5 Responses to “Keeping motivation after four drafts”

  1. James says:

    John (or others),

    When you get to those later drafts what do you do to keep a fresh perspective? I find after several drafts it’s hard to know what’s working and what isn’t. Also it’s a challenge to not change too much. My writing partner has gotten frustrated that I’ve changed things that ARE working.

    One thing I try to do is have trusted friends read my work and give notes. I also will got back to the original outline and log-line and ask myself what kind of movie am I writing. Also I try to get away from writing the script and just free write. Let go of the pressure of making it perfect and just ask crazy questions. What if instead of a CIA agent my hero owned a hot dog stand in Queens and was deaf? Stuff like that…shake the creative tree!

    What works for you?
    Jim

  2. Bags says:

    Further to your comment, Jim, if you do send your script out for some “friendly” reads, do you generally try and give it to friends and/or colleagues who have a good sensibility for the genre you’ve written?
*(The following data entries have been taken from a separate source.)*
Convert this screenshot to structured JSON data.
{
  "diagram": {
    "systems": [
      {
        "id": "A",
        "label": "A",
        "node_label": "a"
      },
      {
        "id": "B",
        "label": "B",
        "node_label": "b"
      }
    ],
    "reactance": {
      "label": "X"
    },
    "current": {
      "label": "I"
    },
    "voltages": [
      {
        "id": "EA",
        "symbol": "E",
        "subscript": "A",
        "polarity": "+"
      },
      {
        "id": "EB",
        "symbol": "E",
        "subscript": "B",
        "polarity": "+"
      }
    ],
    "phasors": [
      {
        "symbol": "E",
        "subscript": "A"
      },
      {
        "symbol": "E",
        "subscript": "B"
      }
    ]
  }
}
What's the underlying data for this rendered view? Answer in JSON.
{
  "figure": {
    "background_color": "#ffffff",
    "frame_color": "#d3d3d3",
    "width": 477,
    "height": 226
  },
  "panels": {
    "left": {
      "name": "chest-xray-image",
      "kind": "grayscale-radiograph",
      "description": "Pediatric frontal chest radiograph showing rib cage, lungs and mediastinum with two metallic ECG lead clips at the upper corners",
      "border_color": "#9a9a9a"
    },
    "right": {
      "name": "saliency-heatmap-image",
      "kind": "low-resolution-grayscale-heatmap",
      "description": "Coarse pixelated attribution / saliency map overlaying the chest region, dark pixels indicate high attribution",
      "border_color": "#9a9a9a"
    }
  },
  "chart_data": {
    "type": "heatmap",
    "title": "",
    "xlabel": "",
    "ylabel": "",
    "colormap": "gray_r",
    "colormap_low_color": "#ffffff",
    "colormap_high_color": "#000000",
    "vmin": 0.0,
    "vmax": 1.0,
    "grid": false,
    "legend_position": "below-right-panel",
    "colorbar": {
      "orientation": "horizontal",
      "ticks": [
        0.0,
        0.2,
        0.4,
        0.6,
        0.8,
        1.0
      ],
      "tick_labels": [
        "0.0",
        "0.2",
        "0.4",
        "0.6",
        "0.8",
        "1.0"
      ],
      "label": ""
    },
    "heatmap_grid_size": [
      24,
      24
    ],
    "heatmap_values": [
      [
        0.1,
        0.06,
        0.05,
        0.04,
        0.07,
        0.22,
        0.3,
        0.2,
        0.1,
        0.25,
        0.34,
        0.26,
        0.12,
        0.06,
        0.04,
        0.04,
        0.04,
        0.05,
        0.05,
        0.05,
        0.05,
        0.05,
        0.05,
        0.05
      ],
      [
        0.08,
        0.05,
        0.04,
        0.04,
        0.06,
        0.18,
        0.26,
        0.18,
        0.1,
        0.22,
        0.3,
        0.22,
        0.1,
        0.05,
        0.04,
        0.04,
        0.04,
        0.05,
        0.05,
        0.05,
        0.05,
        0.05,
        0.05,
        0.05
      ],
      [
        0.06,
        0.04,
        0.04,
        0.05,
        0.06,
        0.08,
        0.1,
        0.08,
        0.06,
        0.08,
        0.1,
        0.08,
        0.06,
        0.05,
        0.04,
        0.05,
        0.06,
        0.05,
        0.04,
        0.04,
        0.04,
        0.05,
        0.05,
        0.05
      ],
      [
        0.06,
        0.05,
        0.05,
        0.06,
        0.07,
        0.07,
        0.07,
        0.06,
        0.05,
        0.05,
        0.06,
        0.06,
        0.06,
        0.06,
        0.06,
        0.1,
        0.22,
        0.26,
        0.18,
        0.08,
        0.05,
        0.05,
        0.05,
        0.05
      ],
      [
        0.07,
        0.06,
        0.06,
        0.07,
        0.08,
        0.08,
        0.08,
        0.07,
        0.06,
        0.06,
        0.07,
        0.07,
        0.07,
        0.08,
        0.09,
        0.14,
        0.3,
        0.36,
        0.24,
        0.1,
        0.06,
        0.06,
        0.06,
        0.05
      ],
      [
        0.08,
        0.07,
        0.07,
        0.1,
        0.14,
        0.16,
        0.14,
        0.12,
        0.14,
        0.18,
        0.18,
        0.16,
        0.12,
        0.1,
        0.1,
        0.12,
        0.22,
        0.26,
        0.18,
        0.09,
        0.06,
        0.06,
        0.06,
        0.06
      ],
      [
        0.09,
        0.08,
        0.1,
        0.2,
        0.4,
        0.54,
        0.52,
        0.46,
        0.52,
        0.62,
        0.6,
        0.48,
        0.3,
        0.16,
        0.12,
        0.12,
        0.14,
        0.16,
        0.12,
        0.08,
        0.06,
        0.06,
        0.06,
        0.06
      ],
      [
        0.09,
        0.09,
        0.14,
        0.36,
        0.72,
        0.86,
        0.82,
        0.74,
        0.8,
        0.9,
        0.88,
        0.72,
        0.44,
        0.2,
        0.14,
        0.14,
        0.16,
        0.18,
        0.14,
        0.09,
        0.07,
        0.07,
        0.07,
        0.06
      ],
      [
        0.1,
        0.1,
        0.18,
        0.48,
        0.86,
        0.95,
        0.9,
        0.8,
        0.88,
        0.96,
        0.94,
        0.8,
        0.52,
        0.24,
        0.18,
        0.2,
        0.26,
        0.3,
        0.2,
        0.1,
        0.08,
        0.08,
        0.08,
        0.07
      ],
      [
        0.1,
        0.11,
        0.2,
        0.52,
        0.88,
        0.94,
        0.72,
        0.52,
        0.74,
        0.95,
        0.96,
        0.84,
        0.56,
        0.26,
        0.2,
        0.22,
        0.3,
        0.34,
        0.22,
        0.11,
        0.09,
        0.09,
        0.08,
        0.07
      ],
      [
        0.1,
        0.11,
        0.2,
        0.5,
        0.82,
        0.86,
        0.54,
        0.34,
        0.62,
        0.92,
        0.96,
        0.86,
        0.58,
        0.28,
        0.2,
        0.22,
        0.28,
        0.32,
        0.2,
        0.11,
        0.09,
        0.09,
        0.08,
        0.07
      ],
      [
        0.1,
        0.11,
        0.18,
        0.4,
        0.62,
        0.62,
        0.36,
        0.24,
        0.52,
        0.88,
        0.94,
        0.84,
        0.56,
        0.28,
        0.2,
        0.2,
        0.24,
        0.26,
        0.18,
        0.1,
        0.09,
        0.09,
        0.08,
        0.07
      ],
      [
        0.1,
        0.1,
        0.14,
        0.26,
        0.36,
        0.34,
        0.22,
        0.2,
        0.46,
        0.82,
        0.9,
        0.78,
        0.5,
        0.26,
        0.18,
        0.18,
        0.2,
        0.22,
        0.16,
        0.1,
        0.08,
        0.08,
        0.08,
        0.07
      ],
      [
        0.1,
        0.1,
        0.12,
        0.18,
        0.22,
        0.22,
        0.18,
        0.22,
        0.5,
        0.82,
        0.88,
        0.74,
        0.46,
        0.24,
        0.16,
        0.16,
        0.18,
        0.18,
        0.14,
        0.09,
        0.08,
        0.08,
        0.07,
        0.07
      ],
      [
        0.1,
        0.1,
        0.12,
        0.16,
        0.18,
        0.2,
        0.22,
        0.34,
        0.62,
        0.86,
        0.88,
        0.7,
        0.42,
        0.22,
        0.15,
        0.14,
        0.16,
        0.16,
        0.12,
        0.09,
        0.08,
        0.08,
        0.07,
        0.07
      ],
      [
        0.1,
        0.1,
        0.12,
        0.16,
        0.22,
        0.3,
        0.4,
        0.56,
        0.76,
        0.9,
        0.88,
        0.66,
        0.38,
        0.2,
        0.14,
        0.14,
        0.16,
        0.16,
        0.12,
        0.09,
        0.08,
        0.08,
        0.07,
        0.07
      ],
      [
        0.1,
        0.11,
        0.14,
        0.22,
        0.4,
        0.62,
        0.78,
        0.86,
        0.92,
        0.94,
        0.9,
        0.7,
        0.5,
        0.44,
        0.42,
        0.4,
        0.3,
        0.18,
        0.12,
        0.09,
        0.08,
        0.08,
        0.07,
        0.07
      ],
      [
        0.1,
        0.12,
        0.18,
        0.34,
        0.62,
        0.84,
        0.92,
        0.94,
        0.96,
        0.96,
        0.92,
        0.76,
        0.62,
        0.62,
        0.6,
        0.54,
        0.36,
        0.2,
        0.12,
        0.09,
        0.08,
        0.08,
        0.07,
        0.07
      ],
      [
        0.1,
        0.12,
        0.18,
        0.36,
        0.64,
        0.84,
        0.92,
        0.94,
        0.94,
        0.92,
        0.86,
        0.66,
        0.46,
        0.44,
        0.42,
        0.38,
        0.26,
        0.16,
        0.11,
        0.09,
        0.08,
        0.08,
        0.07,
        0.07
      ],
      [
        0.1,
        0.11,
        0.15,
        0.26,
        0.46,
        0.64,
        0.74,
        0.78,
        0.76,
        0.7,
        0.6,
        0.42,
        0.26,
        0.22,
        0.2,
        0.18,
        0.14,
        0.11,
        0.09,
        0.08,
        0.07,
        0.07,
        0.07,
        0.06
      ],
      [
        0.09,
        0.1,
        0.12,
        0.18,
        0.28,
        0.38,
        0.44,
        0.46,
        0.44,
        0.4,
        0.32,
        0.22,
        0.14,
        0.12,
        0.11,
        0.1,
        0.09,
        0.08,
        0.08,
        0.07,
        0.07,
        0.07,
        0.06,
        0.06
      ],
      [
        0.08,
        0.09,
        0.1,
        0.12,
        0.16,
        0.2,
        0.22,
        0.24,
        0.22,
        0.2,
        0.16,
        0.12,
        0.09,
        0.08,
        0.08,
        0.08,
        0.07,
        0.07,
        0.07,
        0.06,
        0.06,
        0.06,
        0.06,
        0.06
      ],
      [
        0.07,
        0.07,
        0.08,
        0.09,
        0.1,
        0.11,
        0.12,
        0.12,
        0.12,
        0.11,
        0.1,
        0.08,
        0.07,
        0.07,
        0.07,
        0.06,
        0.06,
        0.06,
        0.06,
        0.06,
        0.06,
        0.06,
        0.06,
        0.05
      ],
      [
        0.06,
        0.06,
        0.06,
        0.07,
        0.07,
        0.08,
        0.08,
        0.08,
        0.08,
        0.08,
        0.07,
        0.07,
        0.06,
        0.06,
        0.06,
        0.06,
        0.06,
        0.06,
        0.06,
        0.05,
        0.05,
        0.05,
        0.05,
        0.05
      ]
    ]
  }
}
I’ve given dramatic scripts to friends with comedic sensibilites who just didn’t “get it”… Whereas other friends with rather strong dramatic sensibilities loved the script.

  3. James says:

    Bags, great point. Yes I write comedy and I send to comedy writers. Ones who are VERY HONEST as well!

    Don’t pull punches I tell them, I want the script to be the best it can! Honest, hard feedback is the only to get the script there.

    Jim

  4. Jimbo says:

    If you have the time, just leave it for a week, preferably two, and work on other stuff, forgetting about it completely. Then print it out, read through it with a pen, and you should be able to spot what’s good and what’s bad. But be ruthless with that pen. Make it a red one. A big fat red one, with spikes.

  5. Bags says:

    Indeed. Spikes. The spikes are more effective than banging your head against the wall.